HTML entities not decoded
Comparing these two files:
- /dkpro-c4corpus-boilerplate/BoilerplateEvaluationOnCleanEval/JusText_Java_Defaults_CleanEvalHTMLTestSubset/105.txt
- /dkpro-c4corpus-boilerplate/BoilerplateEvaluationOnCleanEval/JusText_Python_Defaults_CleanEvalHTMLTestSubset/105.txt
It appears that the Python program is dropping entities, but not decoding some other such as <. The gold standard doesn't include any HTML entities, naturally. I'd argue that the correct approach is to decode all HTML entities and convert them to their equivalent Unicode character, even though this is different from what the original Python program did.
+1 ;)
I've submitted a fix for this. When the full CleanEval corpus is re-run, I'd suggest having it generate the minimal HTML tags, since the tags are included in the gold standard.

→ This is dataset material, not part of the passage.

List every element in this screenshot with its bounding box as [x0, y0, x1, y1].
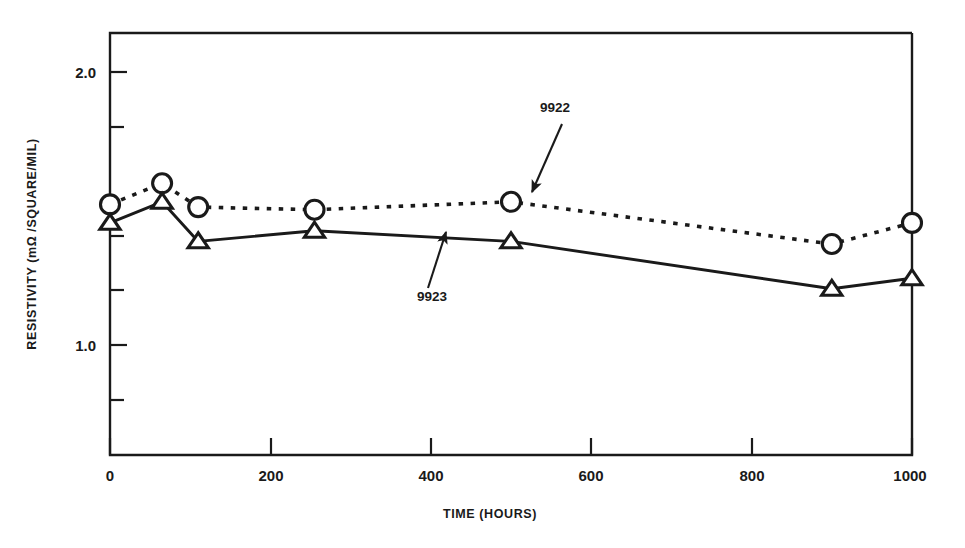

I'm going to revise my opinion about the "correct approach" and turn it into a question. The gold standard doesn't entity encode less than (<) or ampersand (&) characters which means that it's not legal X(HT)ML (but it also uses made up tags like <l> for lists), so there's a tension between doing what is useful for comparison with the gold standard and doing what's most convenient for consumers.
It's pretty clear that the text mode should be fully decoded, but should the minimal HTML mode match the gold standard or produce legal XML? Is a third mode needed?